|
Within a Room
Leslie Maxwell / Columnist
By now, all of you are probably familiar with the photographs and news videos of the tornado damage in South Georgia. For many of you, the tragedy was still distant although the tornadoes occurred less than 150 miles from here.
Well, the tragedy wasn’t so distant for me. Although my parents and close friends weathered the storm in safety, many people in my church community were left without homes and loved ones.
The victims of the storm ranged from the elderly to a young mother and her 7 month old daughter.
The disaster has touched the lives of everyone in Grady and Mitchell Counties in one way or another (Houses in Colquitt County were also damaged, but I don’t have much information about the effects of the storm there).
I went home this weekend to see first hand the devastation that the tornadoes left behind them last Sunday night.
On the drive home, I had to pass through Camilla, the town that suffered the worst of the storm.
I was amazed to see full-grown pecan trees uprooted and large pine trees snapped off like twigs. On the side of the highway, a piece of a roof lay turned upside-down, the rafters sticking up like exposed ribs.
Some houses were barely damaged while others were reduced to small (and I mean small) pieces.
It was chilling. I always thought that tornadoes like that only happened in other parts of the country, not in South Georgia—not only fractions of a mile away from my friends and family.
When I finally got home, I sat reading through the newspapers that my mom had saved for me. I was greeted by huge headlines like “PULVERIZED,” “NIGHTMARE,” and “Just Devastated.” Headlines from later in the week read “Picking up the Pieces,” and “They never knew what hit them.” Reading all of the details made the tragedy really sink in for the first time since it happened.
The storm obviously affected those who lost lives, homes, farm equipment, vehicles, and even pets, but also affected many others in the two counties — especially the emergency teams and hospital workers.
The Mitchell County Hospital, a small facility with only 33 beds, treated over 120 patients.
The newspaper account described the hospital as looking like a “bloody battlefield.”
The news story also described an elderly lady with an injury unrelated to the tornadoes. She sat patiently for hours while letting the storm victims get treatment ahead of her.
Some of my close friends, one paramedic and several volunteer firemen, worked in the aftermath of the storm transporting the injured and recovering the bodies. There weren’t many smiles among that group this weekend.
When I asked my paramedic friend about the storm, he commented, with his typical grim sense of humor, “It blew.” (And that’s the only thing he would let me quote him on.)
But, in the aftermath of it all, I guess we can be thankful that it wasn’t worse. Out of the 300 or more houses that were hit, only 20 people were killed.
Many people survived the storm by sheltering themselves in the only part of their house that was left standing after the storm.
One young man shut himself in the utility closet of his trailer, only to emerge and find the closet intact and the rest of his house blown away.
He directed the camera crew to two pieces of wood that had blown against the exposed closet wall and stayed there — in the shape of a cross.
Some people may take that as a coincidence, but I think that someone was looking out for a lot of people last Sunday night.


What to work on: The response should consist of every line below, restated exactly, with no pictures.
Start of Block
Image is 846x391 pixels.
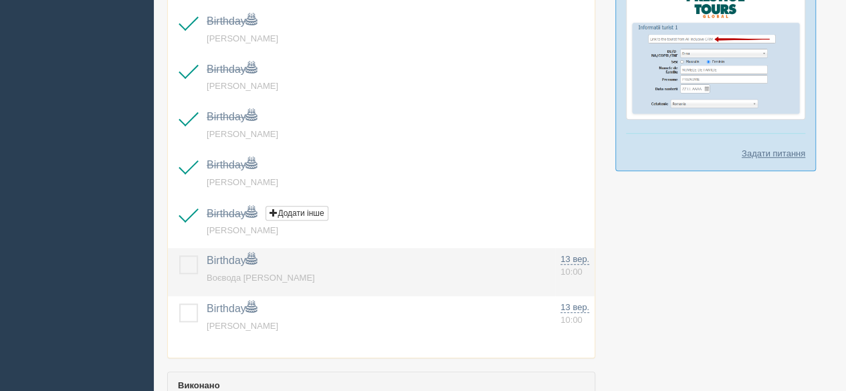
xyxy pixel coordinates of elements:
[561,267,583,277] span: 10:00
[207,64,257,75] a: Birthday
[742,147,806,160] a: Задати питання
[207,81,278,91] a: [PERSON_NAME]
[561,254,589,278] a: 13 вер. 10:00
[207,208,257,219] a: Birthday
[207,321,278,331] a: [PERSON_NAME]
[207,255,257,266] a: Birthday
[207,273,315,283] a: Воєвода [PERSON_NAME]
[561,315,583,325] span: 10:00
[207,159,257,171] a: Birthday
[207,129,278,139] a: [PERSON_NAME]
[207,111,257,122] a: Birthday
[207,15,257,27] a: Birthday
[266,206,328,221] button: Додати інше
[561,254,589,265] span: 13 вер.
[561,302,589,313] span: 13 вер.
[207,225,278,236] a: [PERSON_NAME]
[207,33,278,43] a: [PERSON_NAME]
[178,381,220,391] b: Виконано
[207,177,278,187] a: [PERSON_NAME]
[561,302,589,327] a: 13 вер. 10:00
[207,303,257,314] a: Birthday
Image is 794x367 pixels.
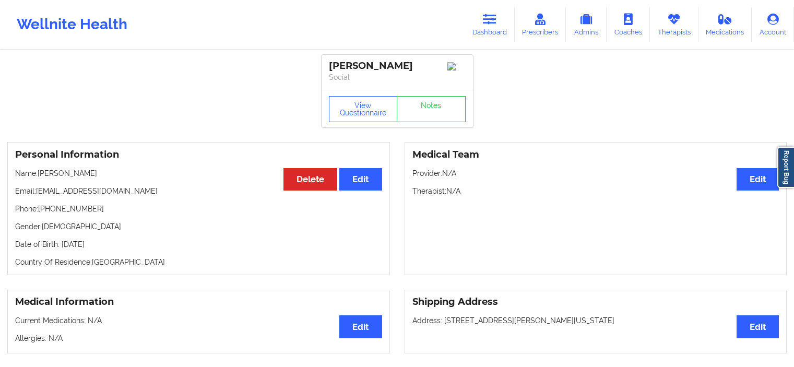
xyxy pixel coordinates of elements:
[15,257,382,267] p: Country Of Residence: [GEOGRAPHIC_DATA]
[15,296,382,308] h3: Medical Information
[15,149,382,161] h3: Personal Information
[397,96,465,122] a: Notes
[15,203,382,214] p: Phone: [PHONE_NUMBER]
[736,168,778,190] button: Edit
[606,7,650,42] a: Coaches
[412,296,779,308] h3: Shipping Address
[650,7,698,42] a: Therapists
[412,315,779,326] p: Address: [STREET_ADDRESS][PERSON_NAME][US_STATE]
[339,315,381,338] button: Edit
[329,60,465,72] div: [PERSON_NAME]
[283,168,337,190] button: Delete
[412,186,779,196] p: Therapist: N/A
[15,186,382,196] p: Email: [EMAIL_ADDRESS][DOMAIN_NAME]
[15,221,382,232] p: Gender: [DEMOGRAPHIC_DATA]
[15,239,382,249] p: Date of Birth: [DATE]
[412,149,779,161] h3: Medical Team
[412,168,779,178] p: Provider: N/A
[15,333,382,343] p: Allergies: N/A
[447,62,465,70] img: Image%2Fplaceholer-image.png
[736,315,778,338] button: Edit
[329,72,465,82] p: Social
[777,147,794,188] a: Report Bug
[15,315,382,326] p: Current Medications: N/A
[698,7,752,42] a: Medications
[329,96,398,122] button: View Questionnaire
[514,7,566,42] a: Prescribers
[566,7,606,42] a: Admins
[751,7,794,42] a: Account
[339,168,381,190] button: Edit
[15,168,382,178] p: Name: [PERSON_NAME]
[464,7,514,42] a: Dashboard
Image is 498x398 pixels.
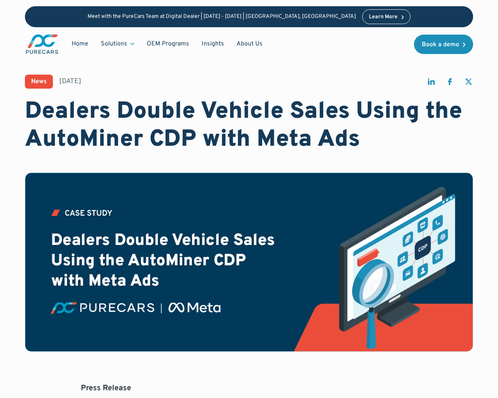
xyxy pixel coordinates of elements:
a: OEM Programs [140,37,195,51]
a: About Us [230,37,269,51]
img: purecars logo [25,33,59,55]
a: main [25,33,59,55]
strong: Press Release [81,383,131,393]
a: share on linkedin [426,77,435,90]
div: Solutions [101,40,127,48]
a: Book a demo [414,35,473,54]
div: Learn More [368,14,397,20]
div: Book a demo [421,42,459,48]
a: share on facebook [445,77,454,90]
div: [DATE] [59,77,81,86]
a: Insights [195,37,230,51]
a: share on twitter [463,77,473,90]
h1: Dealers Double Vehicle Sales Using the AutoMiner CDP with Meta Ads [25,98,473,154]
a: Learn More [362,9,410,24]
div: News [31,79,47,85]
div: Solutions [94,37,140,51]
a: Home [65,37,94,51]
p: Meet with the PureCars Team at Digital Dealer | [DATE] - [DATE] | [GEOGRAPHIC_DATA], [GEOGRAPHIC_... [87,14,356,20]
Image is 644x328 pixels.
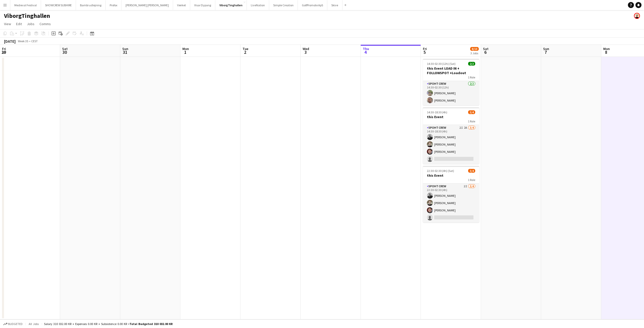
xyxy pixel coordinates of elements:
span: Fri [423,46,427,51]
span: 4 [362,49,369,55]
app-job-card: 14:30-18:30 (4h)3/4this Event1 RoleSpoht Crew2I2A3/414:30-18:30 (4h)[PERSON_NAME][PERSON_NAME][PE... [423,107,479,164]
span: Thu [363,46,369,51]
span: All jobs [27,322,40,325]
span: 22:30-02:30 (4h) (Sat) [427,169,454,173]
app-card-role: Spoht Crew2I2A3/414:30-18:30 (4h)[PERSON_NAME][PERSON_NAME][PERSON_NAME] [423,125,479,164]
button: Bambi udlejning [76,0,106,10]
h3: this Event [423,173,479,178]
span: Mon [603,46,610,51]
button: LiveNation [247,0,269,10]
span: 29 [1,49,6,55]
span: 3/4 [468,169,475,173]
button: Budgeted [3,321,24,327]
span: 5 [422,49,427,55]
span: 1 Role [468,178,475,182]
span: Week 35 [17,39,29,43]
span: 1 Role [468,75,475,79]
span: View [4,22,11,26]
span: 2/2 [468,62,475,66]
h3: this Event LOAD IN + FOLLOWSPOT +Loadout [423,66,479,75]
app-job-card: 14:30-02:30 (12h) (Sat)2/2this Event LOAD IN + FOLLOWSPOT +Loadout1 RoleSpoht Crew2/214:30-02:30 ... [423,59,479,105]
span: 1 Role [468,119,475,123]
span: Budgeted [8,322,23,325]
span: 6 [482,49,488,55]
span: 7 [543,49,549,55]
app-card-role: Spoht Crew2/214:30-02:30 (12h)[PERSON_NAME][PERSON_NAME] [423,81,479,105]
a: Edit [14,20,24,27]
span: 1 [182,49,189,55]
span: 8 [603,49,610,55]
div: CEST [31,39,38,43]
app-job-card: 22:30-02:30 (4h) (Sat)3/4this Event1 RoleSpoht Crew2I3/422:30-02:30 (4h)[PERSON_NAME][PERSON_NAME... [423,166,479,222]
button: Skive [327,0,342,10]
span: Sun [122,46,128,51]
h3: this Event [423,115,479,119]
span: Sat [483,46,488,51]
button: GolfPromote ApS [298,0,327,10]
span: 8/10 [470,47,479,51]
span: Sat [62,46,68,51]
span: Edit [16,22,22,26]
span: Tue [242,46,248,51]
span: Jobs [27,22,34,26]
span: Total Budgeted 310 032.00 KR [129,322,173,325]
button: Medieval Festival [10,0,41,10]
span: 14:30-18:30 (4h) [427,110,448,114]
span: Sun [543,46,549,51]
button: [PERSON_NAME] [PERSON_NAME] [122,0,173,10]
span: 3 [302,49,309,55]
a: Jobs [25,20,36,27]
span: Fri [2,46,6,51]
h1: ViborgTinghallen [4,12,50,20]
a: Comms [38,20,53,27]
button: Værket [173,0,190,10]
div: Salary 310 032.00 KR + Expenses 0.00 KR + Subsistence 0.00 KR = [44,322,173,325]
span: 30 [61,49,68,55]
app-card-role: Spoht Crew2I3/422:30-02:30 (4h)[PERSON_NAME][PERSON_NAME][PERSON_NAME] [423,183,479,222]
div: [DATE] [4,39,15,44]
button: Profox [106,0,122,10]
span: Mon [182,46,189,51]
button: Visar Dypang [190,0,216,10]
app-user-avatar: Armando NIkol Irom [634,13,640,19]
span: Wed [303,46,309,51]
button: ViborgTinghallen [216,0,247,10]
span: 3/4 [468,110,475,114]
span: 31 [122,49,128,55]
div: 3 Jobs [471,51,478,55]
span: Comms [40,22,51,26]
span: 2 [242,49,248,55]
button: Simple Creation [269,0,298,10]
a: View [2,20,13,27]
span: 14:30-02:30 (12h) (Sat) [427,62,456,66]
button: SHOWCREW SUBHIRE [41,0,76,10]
End of Block
Answer box:
Image is 846x391 pixels.
xyxy pixel coordinates of elements:
[561,267,583,277] span: 10:00
[207,64,257,75] a: Birthday
[742,147,806,160] a: Задати питання
[207,81,278,91] a: [PERSON_NAME]
[561,254,589,278] a: 13 вер. 10:00
[207,208,257,219] a: Birthday
[207,321,278,331] a: [PERSON_NAME]
[207,255,257,266] a: Birthday
[207,273,315,283] a: Воєвода [PERSON_NAME]
[561,315,583,325] span: 10:00
[207,159,257,171] a: Birthday
[207,129,278,139] a: [PERSON_NAME]
[207,111,257,122] a: Birthday
[207,15,257,27] a: Birthday
[266,206,328,221] button: Додати інше
[561,254,589,265] span: 13 вер.
[561,302,589,313] span: 13 вер.
[207,225,278,236] a: [PERSON_NAME]
[207,33,278,43] a: [PERSON_NAME]
[178,381,220,391] b: Виконано
[207,177,278,187] a: [PERSON_NAME]
[561,302,589,327] a: 13 вер. 10:00
[207,303,257,314] a: Birthday
Image is 794x367 pixels.
xyxy pixel coordinates of elements:
[15,257,382,267] p: Country Of Residence: [GEOGRAPHIC_DATA]
[15,296,382,308] h3: Medical Information
[15,149,382,161] h3: Personal Information
[397,96,465,122] a: Notes
[15,203,382,214] p: Phone: [PHONE_NUMBER]
[736,168,778,190] button: Edit
[606,7,650,42] a: Coaches
[412,296,779,308] h3: Shipping Address
[650,7,698,42] a: Therapists
[412,315,779,326] p: Address: [STREET_ADDRESS][PERSON_NAME][US_STATE]
[339,315,381,338] button: Edit
[329,60,465,72] div: [PERSON_NAME]
[283,168,337,190] button: Delete
[412,186,779,196] p: Therapist: N/A
[15,186,382,196] p: Email: [EMAIL_ADDRESS][DOMAIN_NAME]
[15,221,382,232] p: Gender: [DEMOGRAPHIC_DATA]
[15,239,382,249] p: Date of Birth: [DATE]
[412,149,779,161] h3: Medical Team
[412,168,779,178] p: Provider: N/A
[15,333,382,343] p: Allergies: N/A
[447,62,465,70] img: Image%2Fplaceholer-image.png
[736,315,778,338] button: Edit
[329,72,465,82] p: Social
[777,147,794,188] a: Report Bug
[15,315,382,326] p: Current Medications: N/A
[698,7,752,42] a: Medications
[329,96,398,122] button: View Questionnaire
[514,7,566,42] a: Prescribers
[566,7,606,42] a: Admins
[751,7,794,42] a: Account
[339,168,381,190] button: Edit
[15,168,382,178] p: Name: [PERSON_NAME]
[464,7,514,42] a: Dashboard
Image is 498x398 pixels.
xyxy pixel coordinates of elements:
a: OEM Programs [140,37,195,51]
a: About Us [230,37,269,51]
img: purecars logo [25,33,59,55]
a: main [25,33,59,55]
strong: Press Release [81,383,131,393]
a: share on linkedin [426,77,435,90]
div: Solutions [101,40,127,48]
a: Book a demo [414,35,473,54]
div: Learn More [368,14,397,20]
div: Book a demo [421,42,459,48]
a: share on facebook [445,77,454,90]
div: [DATE] [59,77,81,86]
a: Insights [195,37,230,51]
a: share on twitter [463,77,473,90]
h1: Dealers Double Vehicle Sales Using the AutoMiner CDP with Meta Ads [25,98,473,154]
a: Learn More [362,9,410,24]
div: News [31,79,47,85]
div: Solutions [94,37,140,51]
a: Home [65,37,94,51]
p: Meet with the PureCars Team at Digital Dealer | [DATE] - [DATE] | [GEOGRAPHIC_DATA], [GEOGRAPHIC_... [87,14,356,20]
Image is 644x328 pixels.
xyxy pixel coordinates of elements:
span: Fri [423,46,427,51]
span: 4 [362,49,369,55]
app-job-card: 14:30-18:30 (4h)3/4this Event1 RoleSpoht Crew2I2A3/414:30-18:30 (4h)[PERSON_NAME][PERSON_NAME][PE... [423,107,479,164]
span: Thu [363,46,369,51]
span: All jobs [27,322,40,325]
span: 22:30-02:30 (4h) (Sat) [427,169,454,173]
app-card-role: Spoht Crew2I2A3/414:30-18:30 (4h)[PERSON_NAME][PERSON_NAME][PERSON_NAME] [423,125,479,164]
button: Bambi udlejning [76,0,106,10]
h3: this Event [423,173,479,178]
span: Mon [603,46,610,51]
button: LiveNation [247,0,269,10]
span: 29 [1,49,6,55]
span: 3/4 [468,169,475,173]
button: Budgeted [3,321,24,327]
span: 5 [422,49,427,55]
span: 1 Role [468,178,475,182]
span: Week 35 [17,39,29,43]
span: 1 Role [468,75,475,79]
span: View [4,22,11,26]
span: 2/2 [468,62,475,66]
h3: this Event LOAD IN + FOLLOWSPOT +Loadout [423,66,479,75]
app-job-card: 14:30-02:30 (12h) (Sat)2/2this Event LOAD IN + FOLLOWSPOT +Loadout1 RoleSpoht Crew2/214:30-02:30 ... [423,59,479,105]
span: 1 Role [468,119,475,123]
span: Budgeted [8,322,23,325]
span: 6 [482,49,488,55]
span: 7 [543,49,549,55]
app-card-role: Spoht Crew2/214:30-02:30 (12h)[PERSON_NAME][PERSON_NAME] [423,81,479,105]
a: Edit [14,20,24,27]
span: 1 [182,49,189,55]
span: 8 [603,49,610,55]
div: CEST [31,39,38,43]
app-job-card: 22:30-02:30 (4h) (Sat)3/4this Event1 RoleSpoht Crew2I3/422:30-02:30 (4h)[PERSON_NAME][PERSON_NAME... [423,166,479,222]
button: Skive [327,0,342,10]
span: Sun [122,46,128,51]
h3: this Event [423,115,479,119]
span: Sat [483,46,488,51]
button: GolfPromote ApS [298,0,327,10]
span: 8/10 [470,47,479,51]
span: Sat [62,46,68,51]
span: Edit [16,22,22,26]
span: Tue [242,46,248,51]
span: Jobs [27,22,34,26]
span: Total Budgeted 310 032.00 KR [129,322,173,325]
button: Medieval Festival [10,0,41,10]
span: 14:30-18:30 (4h) [427,110,448,114]
span: Sun [543,46,549,51]
button: [PERSON_NAME] [PERSON_NAME] [122,0,173,10]
span: 3 [302,49,309,55]
a: Jobs [25,20,36,27]
span: Fri [2,46,6,51]
h1: ViborgTinghallen [4,12,50,20]
a: Comms [38,20,53,27]
button: Værket [173,0,190,10]
div: Salary 310 032.00 KR + Expenses 0.00 KR + Subsistence 0.00 KR = [44,322,173,325]
span: 30 [61,49,68,55]
app-card-role: Spoht Crew2I3/422:30-02:30 (4h)[PERSON_NAME][PERSON_NAME][PERSON_NAME] [423,183,479,222]
div: [DATE] [4,39,15,44]
button: Profox [106,0,122,10]
span: Mon [182,46,189,51]
button: Visar Dypang [190,0,216,10]
app-user-avatar: Armando NIkol Irom [634,13,640,19]
span: Wed [303,46,309,51]
button: ViborgTinghallen [216,0,247,10]
span: 3/4 [468,110,475,114]
span: 31 [122,49,128,55]
div: 3 Jobs [471,51,478,55]
span: Comms [40,22,51,26]
span: 2 [242,49,248,55]
button: Simple Creation [269,0,298,10]
a: View [2,20,13,27]
span: 14:30-02:30 (12h) (Sat) [427,62,456,66]
button: SHOWCREW SUBHIRE [41,0,76,10]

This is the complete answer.